A nationwide campaign to fix crumbling roads and unsafe bridges kicked off in South Carolina Tuesday.
At a news conference in front of an asphalt manufacturing plant in Columbia, business leaders and South Carolina Congressman James Clyburn, D-6th District, called on Congress to pass a new six-year federal transportation bill.
The campaign will include billboards, newspaper ads and online ads. The campaign also has a website, www.FixAgingRoads.org.
They say the fact that Congress has not renewed the Federal Highway and Transit bill is costing the state jobs. "Our communities can't thrive and our businesses can't grow if they're saddled with potholes and unsafe bridges," says Bruce Turmail, with the business groups Americans for Transportation Mobility and the Transportation Construction Coalition.
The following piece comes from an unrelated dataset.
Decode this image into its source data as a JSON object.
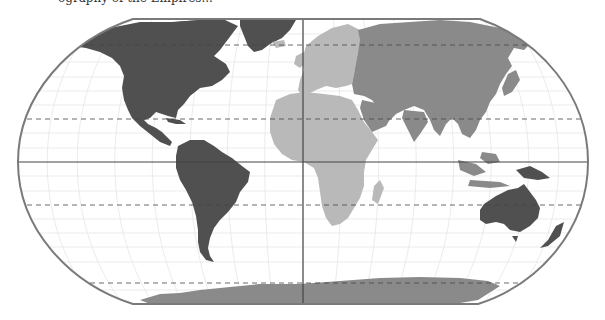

New data from the Associated General Contractors of America show that five percent of Columbia's construction workers lost their jobs between July 2009 and July 2010.
The question is how to pay for the improvements. Rep. Clyburn says he supports a transaction fee of 0.25 percent on stock transactions. He says there's no support in Congress to pay for the transportation improvements by raising the federal gas tax, which is now 18.3 cents per gallon.
“Taxpayers bailed out Wall Street, which is back to business as usual, even paying out exorbitant bonuses. I believe it is time to have Wall Street pay back the taxpayers,” Congressman Clyburn said. “We shouldn’t fund a transportation bill by asking people to pay more at the gas pump, so I am asking that Wall Street repay Main Street."
He says the transaction tax would hit Wall Street speculators and would be painless to average South Carolinians.
Economists estimate the new tax would raise about $100 billion annually, enough to pay for the transportation bill reauthorization and still have $50 billion to pay down the deficit, Clyburn says.
But when asked whether a tax on stock transactions would be passed along to everyone with a 401(k), he said the nation has been involved in two wars without ever paying for them.
"Putting all of that on credit cards. And so it seems to me that the time has come for all of us to make some form of sacrifice for these two wars that we have fought," he says.
Republicans in Congress have been holding up the transportation bill because they don't want to raise taxes or increase the deficit to pay for it.